Application of Fraunhofer Lines and Kirchoff’s Laws in Spectrum Analysis

Fraunhofer lines

Fraunhofer Lines: In 1814 Fraunhofer noticed that the sun’s spectrum was crossed by many hundreds of dark lines. These Fraunhofer lines, as they are called, were mapped out by him on a chart of wavelengths, and the more prominent were labeled by the letters of the alphabet. Thus the dark line in the blue part of the spectrum was known as the F line, the dark line in the yellow part as the D line, and the dark line in the red part as the C line.

The Fraunhofer lines indicate the presence in the sun’s atmosphere of certain elements in a vaporized form. The vapors are cooler than the central hot portion of the sun, and they absorb their own characteristic wavelengths from the sun’s continuous spectrum. Now every element has a characteristic spectrum of wavelengths. Accordingly, it became possible to identify the elements round the sun from a study of the wavelengths of the Fraunhofer and helium were present. This was how helium was first discovered. The D line is the yellow sodium line.

The incandescent gases round the sun can be seen as flames many miles high during a total eclipse of the sun, when the central portion of the sun is cut off from the observer. If the spectrum of the sun is observed just before an eclipse takes place, a continuous spectrum with Fraunhofer lines is obtained, as already stated. At the instant when the eclipse becomes total, however, bright emission lines are seen in exactly the same position as those previously occupied by the Fraunhofer lines, and they correspond to emission spectra of the vapors alone. This is an illustration of Kirchhoff’s law.

 

 

Concise Explanation of Kirchhoff’s Laws on Absorption Spectra

If light from a source having a continuous spectrum is examined after it has passed through a sodium flame, the spectrum is found to be crossed by a dark line; this dark line is in the position corresponding to the bright line emission spectrum obtained with the sodium flame alone. The continuous spectrum with the dark line is naturally characteristic of the absorbing substance, in this case sodium and it is known as an absorption spectrum. An absorption spectrum is obtained when the red glass is placed in front of sunlight, as it allows only a narrow band of red rays to be transmitted.

Kirchhoff’s investigations on absorption spectra in 1855 led him to formulate a simple law concerning the emission and absorption of light by a substance. This law states: a substance which emits light of a certain wavelength at a given temperature can absorb light of the same wavelength at that temperature. In other words, a good emitter of a certain wavelength is also a good absorber of that wavelength. From Kirchhoff’s law it follows that if the radiation from a hot source emitting a continuous spectrum is passed through a vapor, the absorption spectrum obtained is deficient in those wavelengths which the vapor would emit if it were raised to the same high temperature. Thus if a sodium flame is observed through a spectrometer in a darkened room, a bright yellow line is seen; if a strong white are light, richer in yellow light than the sodium flame, is placed behind the flame, a dark line is observed in the place of the yellow line. The sodium absorbs yellow light from the white light, and radiates it in all directions. Consequently there is less yellow light in front of the sodium flame than if it were removed, and a dark line is thus observed.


# REQUIRED WORK
This exercise calls for retyping every line below exactly, with the images omitted.

# DATA SUPPLIED
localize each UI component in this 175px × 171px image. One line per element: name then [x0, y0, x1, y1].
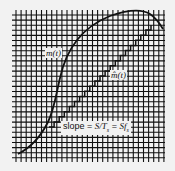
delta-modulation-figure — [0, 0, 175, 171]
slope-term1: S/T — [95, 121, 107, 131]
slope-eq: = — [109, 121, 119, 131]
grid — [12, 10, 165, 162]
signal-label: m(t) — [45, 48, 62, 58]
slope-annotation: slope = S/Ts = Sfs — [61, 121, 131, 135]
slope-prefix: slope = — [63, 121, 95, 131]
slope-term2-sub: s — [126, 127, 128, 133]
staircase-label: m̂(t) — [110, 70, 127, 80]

# EXERCISE RESPONSE
localize each UI component in this 175px × 171px image. One line per element: name then [x0, y0, x1, y1].
delta-modulation-figure — [0, 0, 175, 171]
slope-term1: S/T — [95, 121, 107, 131]
slope-eq: = — [109, 121, 119, 131]
grid — [12, 10, 165, 162]
signal-label: m(t) — [45, 48, 62, 58]
slope-annotation: slope = S/Ts = Sfs — [61, 121, 131, 135]
slope-prefix: slope = — [63, 121, 95, 131]
slope-term2-sub: s — [126, 127, 128, 133]
staircase-label: m̂(t) — [110, 70, 127, 80]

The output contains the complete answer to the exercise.